The diverse Shaw neighborhood has formed the diverse All Shaw Community Choir. It is composed of 100 children and 50 adults who live, work or attend religious services in the neighborhood. The children come from Sherman Elementary School, St. Margaret of Scotland School and the Missouri School for the Blind. Formed to help build the community, the choir got a Danforth Foundation grant and has been rehearsing for more than a month. Its debut performance will be at 7 p.m. Monday at St. Margaretof Scotland Church, 3854 Flad Avenue.

CLEANING UP – TEAM SWEEP’S YOUNG VOLUNTEERS PICK, PULL AND PLANT TO HELP IMPROVE NEIGHBORHOODS – 30 Sep 1997 P-D

Youngsters in St. Louis are getting the chance to improve the appearance of the neighborhoods they live in.

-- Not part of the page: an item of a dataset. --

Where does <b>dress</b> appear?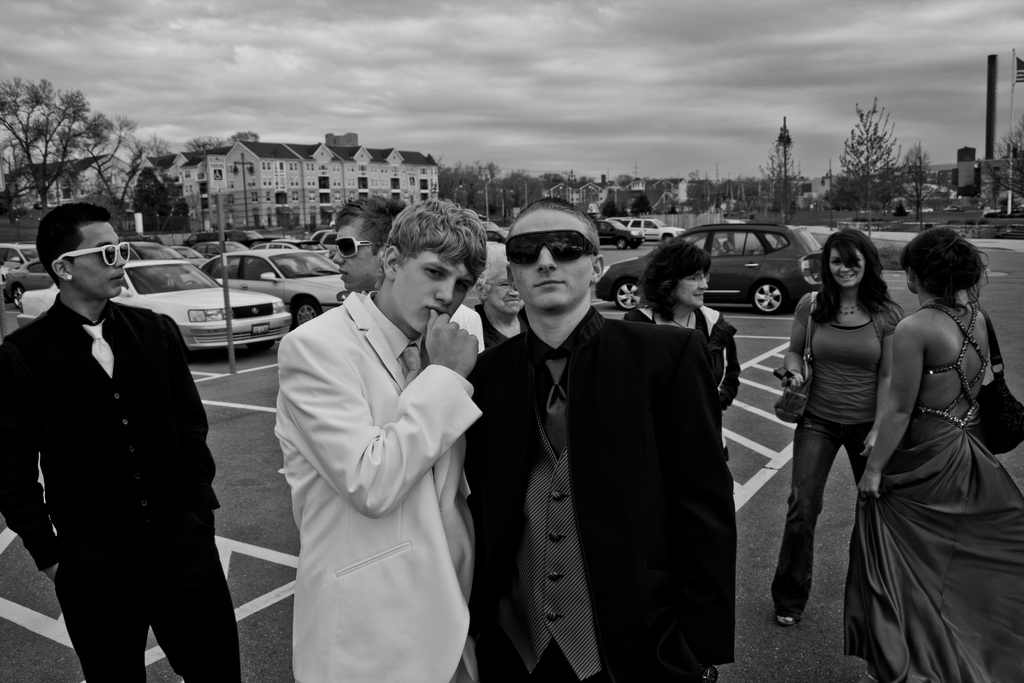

Team Sweep is an up-and-coming program that encourages youngsters to clean up their own communities. Nearly every weekend this fall youngsters can be seen picking up trash, pulling up weeds, planting flowers and shoveling debris in neighborhoods from Shaw to Lewis Place.

The youngsters – all volunteers – range in age from 8 to 14. The program’s accomplishments are easy to see.

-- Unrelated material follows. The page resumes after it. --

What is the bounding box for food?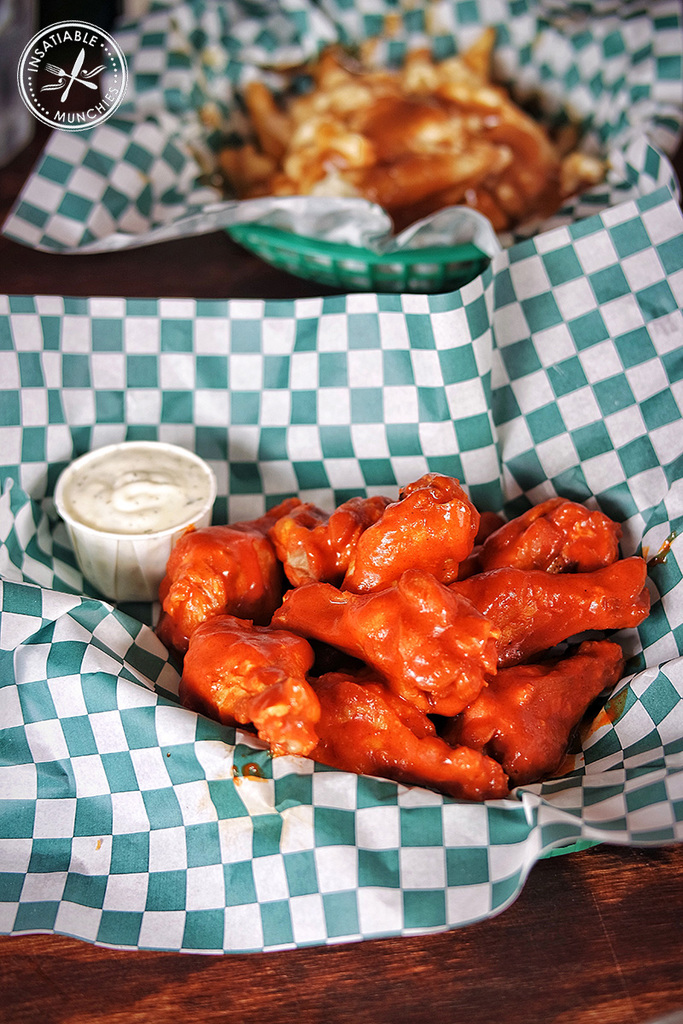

“There used to be bags of trash ripped open by dogs. There were used diapers, half-eaten fruit, and junk everywhere,” says Susan Turk, an adult volunteer team leader in the Shaw neighborhood, where she also lives. Thanks to Team Sweep’s efforts, Flad and Cleveland streets look serene.

Team Sweep is growing. It has expanded from a pilot program in Forest Park Southeast two years ago to a citywide program with eight sites. A local law enforcement block grant and private donations pay for the program.

The groups meet most Saturday mornings, and are usually made up of two or three adults and six to 12 children.

Matthew Baskett is a third-grader at Mason Elementary School. For weeks he and his brothers have shown up on Saturdays to help the Shaw group. Much of the cleanup takes place in the alley behind their house. What motivates Matthew to skip Saturday cartoons?

“I like the people,” he said. “And we get to go to neat places.”

On Sept. 6, 200 youngsters, along with 60 adult volunteer coordinators, took a free trip to Six Flags, with a steak dinner.

“I believe in motivational perks,” said Velma Bell, the program director. The kids will also get the chance to attend a recognition ceremony soon with food, magicians, storytellers and possibly the mayor.

Tiffany Lovings, an eighth-grader, said she’s met a lot of new people and the neighborhood is cleaner since they started the program.

Last week members of the Shaw group finished their work in about an hour, then stayed around to drink sodas and hang out. Turk says this isn’t unusual. She says the program has more than fulfilled initial expectations.

“Our goals were to clean up the neighborhood and give the kids something to do on the weekends. What we didn’t know was that the block would become such a tight community, like a village. Now, the moms are talking and the kids are playing together.”